Walker, health execs: State shouldn't lose from Obamacare repeal

Jason Stein, Milwaukee Journal Sentinel

Madison — Gov. Scott Walker and state health care executives are pushing to ensure that an Obamacare repeal doesn't disadvantage Wisconsin compared with states that embraced the law — an issue with hundreds of millions of dollars at stake.

The GOP governor has resisted making full use of the tax dollars available under the federal Affordable Care Act to do a full expansion of state Medicaid health coverage for the needy.
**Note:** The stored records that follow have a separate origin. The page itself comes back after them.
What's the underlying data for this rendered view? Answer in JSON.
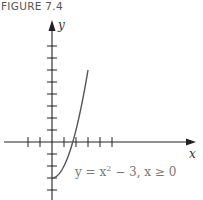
{
  "figure_label": "FIGURE 7.4",
  "chart_data": {
    "type": "line",
    "title": "",
    "xlabel": "x",
    "ylabel": "y",
    "xlim": [
      -4,
      8.5
    ],
    "ylim": [
      -5,
      8.5
    ],
    "x_ticks": [
      -2,
      -1,
      1,
      2,
      3,
      4,
      5
    ],
    "y_ticks": [
      -4,
      -3,
      -2,
      -1,
      1,
      2,
      3,
      4,
      5,
      6,
      7,
      8
    ],
    "grid": false,
    "series": [
      {
        "name": "y = x^2 - 3, x >= 0",
        "function": "x^2 - 3",
        "domain": [
          0,
          3
        ],
        "x": [
          0,
          0.5,
          1,
          1.5,
          2,
          2.5,
          3
        ],
        "y": [
          -3,
          -2.75,
          -2,
          -0.75,
          1,
          3.25,
          6
        ]
      }
    ],
    "annotations": [
      {
        "text_parts": [
          "y = x",
          "2",
          " − 3,   x ≥ 0"
        ],
        "near": "below-right of curve crossing"
      }
    ]
  }
}
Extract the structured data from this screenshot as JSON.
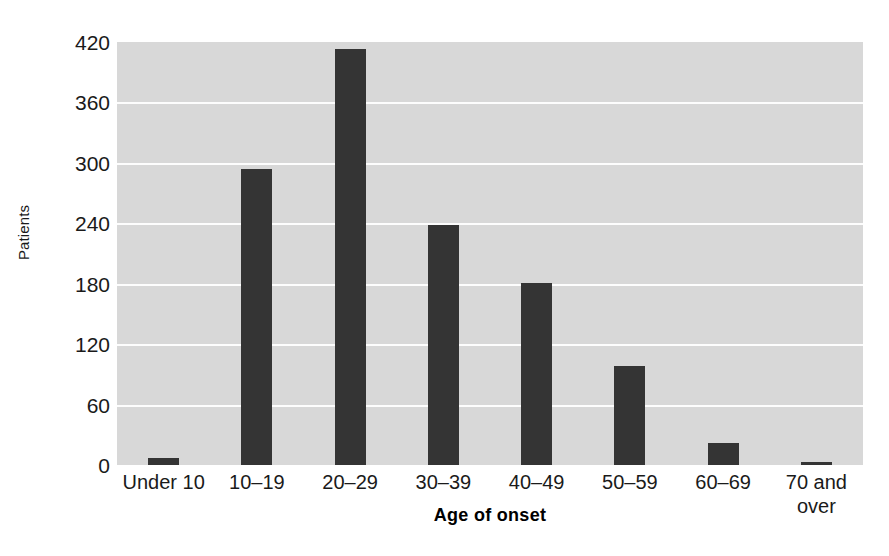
{
  "chart_data": {
    "type": "bar",
    "title": "",
    "subtitle": "",
    "xlabel": "Age of onset",
    "ylabel": "Patients",
    "categories": [
      "Under 10",
      "10–19",
      "20–29",
      "30–39",
      "40–49",
      "50–59",
      "60–69",
      "70 and over"
    ],
    "values": [
      7,
      294,
      413,
      238,
      181,
      98,
      22,
      3
    ],
    "ylim": [
      0,
      420
    ],
    "yticks": [
      0,
      60,
      120,
      180,
      240,
      300,
      360,
      420
    ],
    "ytick_labels": [
      "0",
      "60",
      "120",
      "180",
      "240",
      "300",
      "360",
      "420"
    ],
    "grid": true,
    "grid_axis": "y",
    "legend": null,
    "legend_position": "none",
    "colors": {
      "bar": "#343434",
      "plot_background": "#d8d8d8",
      "gridline": "#fdfdfd",
      "figure_background": "#ffffff",
      "text": "#1a1a1a"
    },
    "annotations": []
  },
  "axis": {
    "y_title": "Patients",
    "x_title": "Age of onset"
  }
}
Now, the Republican-controlled Congress and President-elect Donald Trump need to ensure that states that did take the federal money don't end up with a permanent advantage, a Walker aide said. 

"The governor wants to ensure that the states that were fiscally responsible won't be punished for going that route," spokesman Tom Evenson said. 
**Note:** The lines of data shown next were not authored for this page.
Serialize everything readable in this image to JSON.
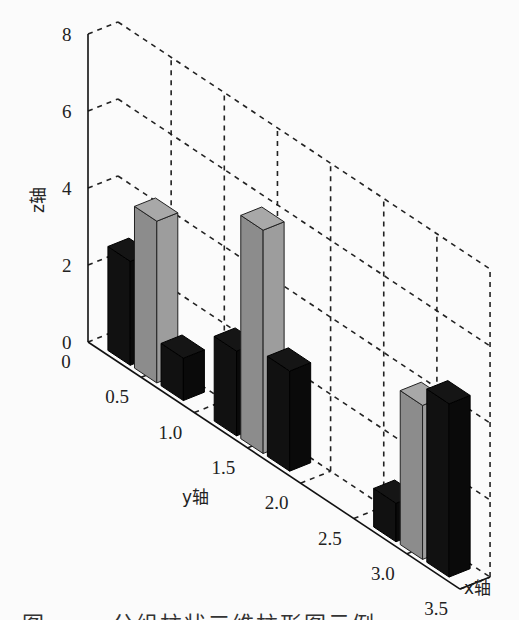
{
  "chart_data": {
    "type": "bar3",
    "title": "",
    "xlabel": "x轴",
    "ylabel": "y轴",
    "zlabel": "z轴",
    "zlim": [
      0,
      8
    ],
    "ylim": [
      0,
      3.5
    ],
    "z_ticks": [
      "0",
      "2",
      "4",
      "6",
      "8"
    ],
    "y_ticks": [
      "0",
      "0.5",
      "1.0",
      "1.5",
      "2.0",
      "2.5",
      "3.0",
      "3.5"
    ],
    "grid": true,
    "groups_y": [
      0.5,
      1.5,
      3.0
    ],
    "series": [
      {
        "name": "series 1",
        "color": "#111111",
        "values": [
          2.7,
          2.2,
          1.0
        ]
      },
      {
        "name": "series 2",
        "color": "#8c8c8c",
        "values": [
          4.2,
          5.8,
          4.0
        ]
      },
      {
        "name": "series 3",
        "color": "#111111",
        "values": [
          1.1,
          2.6,
          4.5
        ]
      }
    ]
  },
  "caption": "图 ……  分组柱状三维柱形图示例"
}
As governor, Walker adopted an unusual approach to Obamacare, avoiding the typical responses by states to either fully expand Medicaid programs or not expand them at all. The state instead dropped some Medicaid recipients from coverage and then added some additional extremely low-income recipients by relying more on state tax dollars.

Eric Borgerding, chief executive officer of the Wisconsin Hospital Association, backed a similar position to Walker's on Thursday, saying that the state shouldn't be stuck for good receiving fewer federal tax dollars to cover those patients.

"Why should Wisconsin be penalized for ... using state dollars to expand Medicaid?" Borgerding asked at a panel of health care executives organized by the website Wisconsin Health News. 

The dollars at stake are massive — an estimate last year by the nonpartisan Legislative Fiscal Bureau found that by June 2017 the state will have spent $679 million more in state tax dollarsthan it would have if it would have accepted the full Medicaid expansion. 

But the good news, Borgerding and other panelists said, is that Wisconsin Republicans should have enough influence to ensure the state isn't disadvantaged. They pointed to the fact that Janesville Republican Paul Ryan is the speaker of the U.S. House, Walker is the chairman of the Republican Governors Association, and Kenosha native Reince Priebus is the incoming chief of staff for President-elect Donald Trump. 

"I think we are as well positioned as ever to influence this," Mike Wallace, chief executive officer of Fort HealthCare, said of Wisconsin. 

In 2013, Walker opted to move adults making more than 100% of the federal poverty level — currently $11,880 a year for a single adult without children — out of Medicaid and into the subsidized private insurance exchanges created by Obamacare. 

At the same time, he and lawmakers added childless adults earning less than the poverty level into the Medicaid program, which didn't go as far as the Affordable Care Act required. So Wisconsin taxpayers had to pay their usual share of these Medicaid costs — currently 42% for Wisconsin — rather than the 100% that federal taxpayers initially paid for added Medicaid enrollees in some other states. 

Many states under Democratic control and some states under Republican control did a full expansion of Medicaid under the Affordable Care Act, while many Republican-controlled states did not. Wisconsin was the only state in the nation to use Obamacare to do some Medicaid expansion but not take any extra federal money to pay for that.

Borgerding said that one of the crucial questions within an Obamacare repeal is how much federal taxpayers will pay going forward to states like Wisconsin for the people already on their Medicaid programs. 

The politics will be tricky — Republican governors in states such as Ohio and New Jersey opted to accept the Medicaid expansion. They won't be eager to see their funding reduced and budgets disrupted so money could be sent to states like Wisconsin.

In an interview Thursday, U.S. Rep. Gwen Moore, a Milwaukee Democrat, said she was surprised at Walker's position. She said it was the governor's own choice to reject extra federal help repeatedly for years. 

"If he wanted to take the Medicaid expansion, he could do it," Moore said. 

Evenson didn't say Thursday what specific changes Walker wanted Congress to make to avoid penalties for Wisconsin, adding that the governor would work with federal lawmakers and Trump.

"There's a new leadership in Washington and he has a shot to do things that he couldn't do with the Obama administration," Evenson said.